Blake and Jessie: Yes.

Officiant: Blake and Jessie, please look into each other’s eyes.

Blake and Jessie: (Hold hands, one partner with his or her left hand and the other with his or her right hand.)

Handfasting Ceremony

Officiant: Jessie, will you share in Blake’s pain and seek to alleviate it?
Jessie: I will.
Officiant: Blake, will you share in Jessie’s pain and seek to alleviate it?
Blake: I will.
Officiant: And so the binding is made.

Officiant:
Jessie, will you share in Blake’s laughter and look for the brightness and the positive in her? (I will.)
Blake, will you share in Jessie’s laughter and look for the brightness and positive in him? (I will.)
And so the binding is made.

Officiant:
Jessie, will you share in Blake’s burdens so that your spirits may grow in this union? (I will.)
Blake, will you share in Jessie’s burdens so that your spirits may grow in this union? (I will.)
And so the binding is made.

Officiant:
Jessie, will you share in Blake’s dreams? (I will.)
Blake, will you share in Jessie’s dreams? (I will.)
And so the binding is made.

Officiant:
Jessie, will you take the heat of anger and use it to temper the strength of this union? (I will.)
Blake, will you take the heat of anger and use it to temper the strength of this union? (I will.)
And so the binding is made.

Officiant:
Jessie, will you honor Blake as an equal in this union? (I will.)
Blake, will you honor Jessie as an equal in this union? (I will.)
And so the binding is made.

Address, Continued

Blake and Jessie, as your hands are bound together now, so your lives and spirits are joined in a union of love and trust. The bond of marriage is not formed by these cords, but rather by the vows you have made. For always you hold in your own hands the fate of this union. Above you are stars and below you is earth. Like stars your love should be a constant source of light, and like the earth, a firm foundation from which to grow.

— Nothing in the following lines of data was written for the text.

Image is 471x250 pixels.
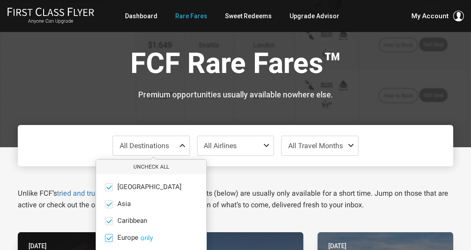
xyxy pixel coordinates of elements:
span: [GEOGRAPHIC_DATA] [118,183,182,191]
button: My Account [412,11,464,21]
span: All Travel Months [288,142,343,150]
span: Europe [118,234,138,242]
span: My Account [412,11,449,21]
p: Unlike FCF’s , our Daily Alerts (below) are usually only available for a short time. Jump on thos... [18,188,454,211]
h1: FCF Rare Fares™ [130,48,341,82]
a: First Class FlyerAnyone Can Upgrade [7,7,94,25]
span: All Airlines [204,142,237,150]
span: Caribbean [118,217,147,225]
a: Sweet Redeems [225,8,272,24]
img: First Class Flyer [7,7,94,16]
span: All Destinations [120,142,169,150]
a: Upgrade Advisor [290,8,340,24]
a: tried and true upgrade strategies [57,189,161,198]
a: Rare Fares [175,8,207,24]
button: Uncheck All [96,160,207,174]
button: Europe [141,234,153,242]
h3: Premium opportunities usually available nowhere else. [130,90,341,99]
a: Dashboard [125,8,158,24]
small: Anyone Can Upgrade [7,18,94,24]
span: Asia [118,200,131,208]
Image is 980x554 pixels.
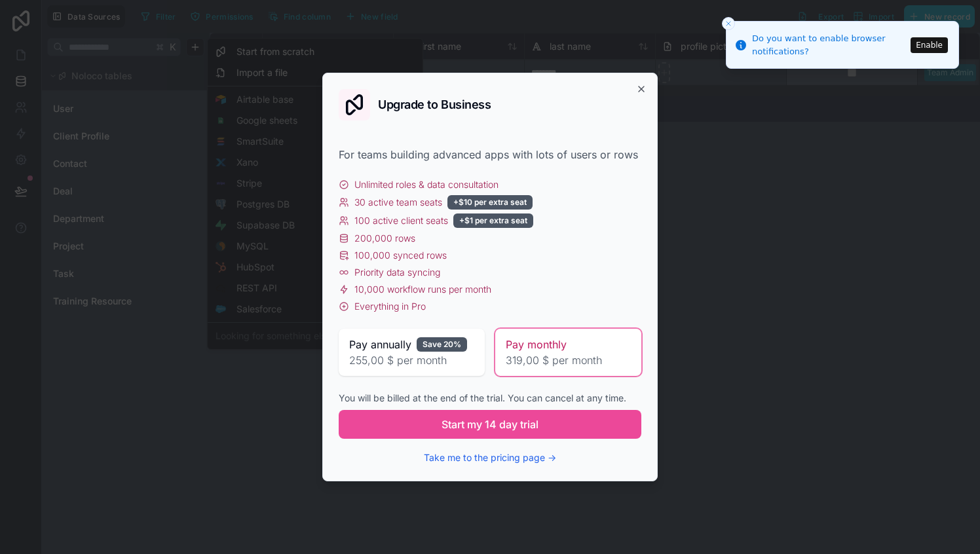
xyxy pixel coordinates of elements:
[339,410,641,438] button: Start my 14 day trial
[506,337,567,352] span: Pay monthly
[378,99,491,110] h2: Upgrade to Business
[354,196,442,209] span: 30 active team seats
[417,337,467,351] div: Save 20%
[354,178,499,191] span: Unlimited roles & data consultation
[339,147,641,163] div: For teams building advanced apps with lots of users or rows
[453,213,533,228] div: +$1 per extra seat
[354,249,446,262] span: 100,000 synced rows
[354,231,415,244] span: 200,000 rows
[349,337,412,352] span: Pay annually
[441,417,539,432] span: Start my 14 day trial
[506,352,631,368] span: 319,00 $ per month
[354,265,440,279] span: Priority data syncing
[447,195,533,210] div: +$10 per extra seat
[354,283,491,296] span: 10,000 workflow runs per month
[349,352,474,368] span: 255,00 $ per month
[424,451,556,464] button: Take me to the pricing page →
[354,214,448,227] span: 100 active client seats
[354,300,426,313] span: Everything in Pro
[339,391,641,404] div: You will be billed at the end of the trial. You can cancel at any time.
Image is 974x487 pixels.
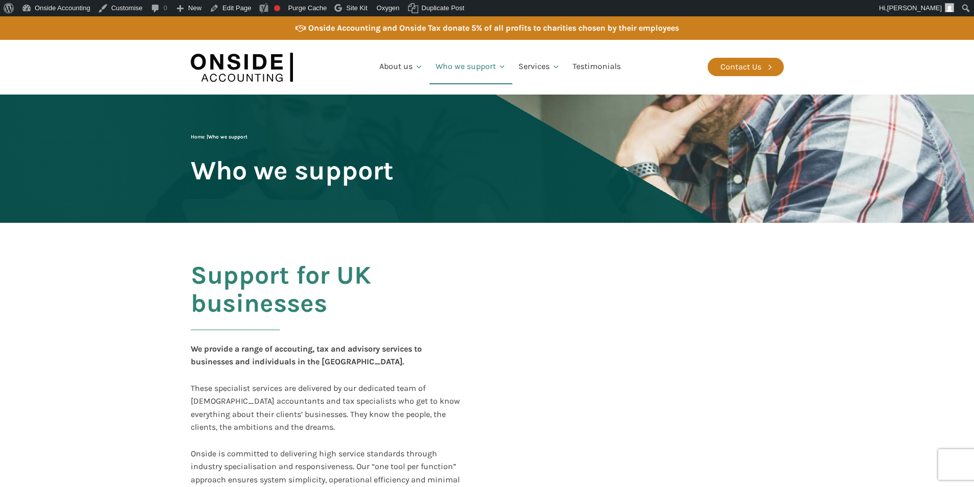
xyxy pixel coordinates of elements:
span: | [191,134,248,140]
span: Site Kit [346,4,367,12]
span: We provide a range of accouting, tax and advisory services to businesses and individuals in the [... [191,344,424,367]
span: Who we support [191,157,394,185]
div: Onside Accounting and Onside Tax donate 5% of all profits to charities chosen by their employees [308,21,679,35]
a: Contact Us [708,58,784,76]
div: Focus keyphrase not set [274,5,280,11]
a: About us [373,50,430,84]
h2: Support for UK businesses [191,261,465,343]
a: Services [512,50,567,84]
a: Home [191,134,205,140]
span: Who we support [208,134,248,140]
span: These specialist services are delivered by our dedicated team of [DEMOGRAPHIC_DATA] accountants a... [191,384,462,433]
span: [PERSON_NAME] [887,4,942,12]
a: Testimonials [567,50,627,84]
a: Who we support [430,50,513,84]
div: Contact Us [721,60,762,74]
img: Onside Accounting [191,48,293,87]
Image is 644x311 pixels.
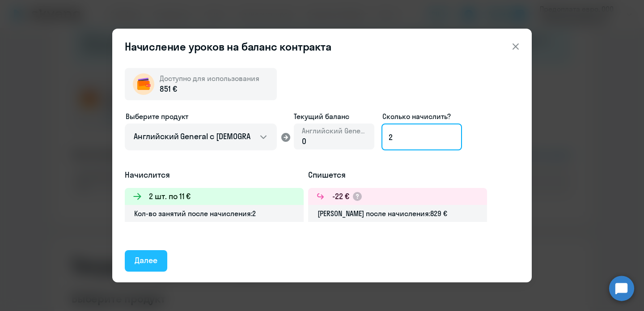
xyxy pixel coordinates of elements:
h5: Спишется [308,170,487,181]
span: Доступно для использования [160,74,260,82]
div: Далее [135,255,158,266]
span: Выберите продукт [126,111,188,121]
span: Текущий баланс [294,111,375,122]
div: [PERSON_NAME] после начисления: 829 € [308,205,487,222]
div: Кол-во занятий после начисления: 2 [125,205,304,222]
h3: -22 € [332,191,350,202]
span: Английский General [302,126,366,136]
span: 0 [302,136,306,146]
button: Далее [125,250,168,271]
h3: 2 шт. по 11 € [149,191,191,202]
span: Сколько начислить? [383,111,451,121]
span: 851 € [160,83,177,95]
h5: Начислится [125,170,304,181]
header: Начисление уроков на баланс контракта [112,40,532,53]
img: wallet-circle.png [133,74,154,95]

May these hands be blessed this day. May they always hold each other. May they have the strength to hang on during the storms of stress and the dark of disillusionment. May they remain tender and gentle as they nurture each other in their wondrous love. May they build a relationship founded in love, and rich in caring. May these hands be healer, protector, shelter, and guide for each other. (The Hands of the Couple, Traditional Handfasting Prayer, unknown)

Ceremony of the Rings

Officiant: I will now ask you to seal the vows you share with each other by the giving and receiving of rings. The perfect circle of the ring symbolizes eternity. The precious metal came from the ground as a rough ore and was heated and purified, shaped and polished. Something beautiful was made from raw elements. Love is like that. It comes from humble beginnings, made by imperfect beings. It is the process of making something beautiful where there was once nothing at all.

Officiant: Blake, please repeat after me:

{Blake’s vows here}

Officiant: Jessie, please repeat after me:

{Jessie’s vows here}

Related: How To Write Wedding Vows

Pronouncement and Kiss

Blake and Jessie, on behalf of all those present, and by the strength of your own love, I pronounce you married.

You may seal your vows with a kiss.

Excerpt from: Gift from the Sea by Anne Morrow LindberghVintage, 1955.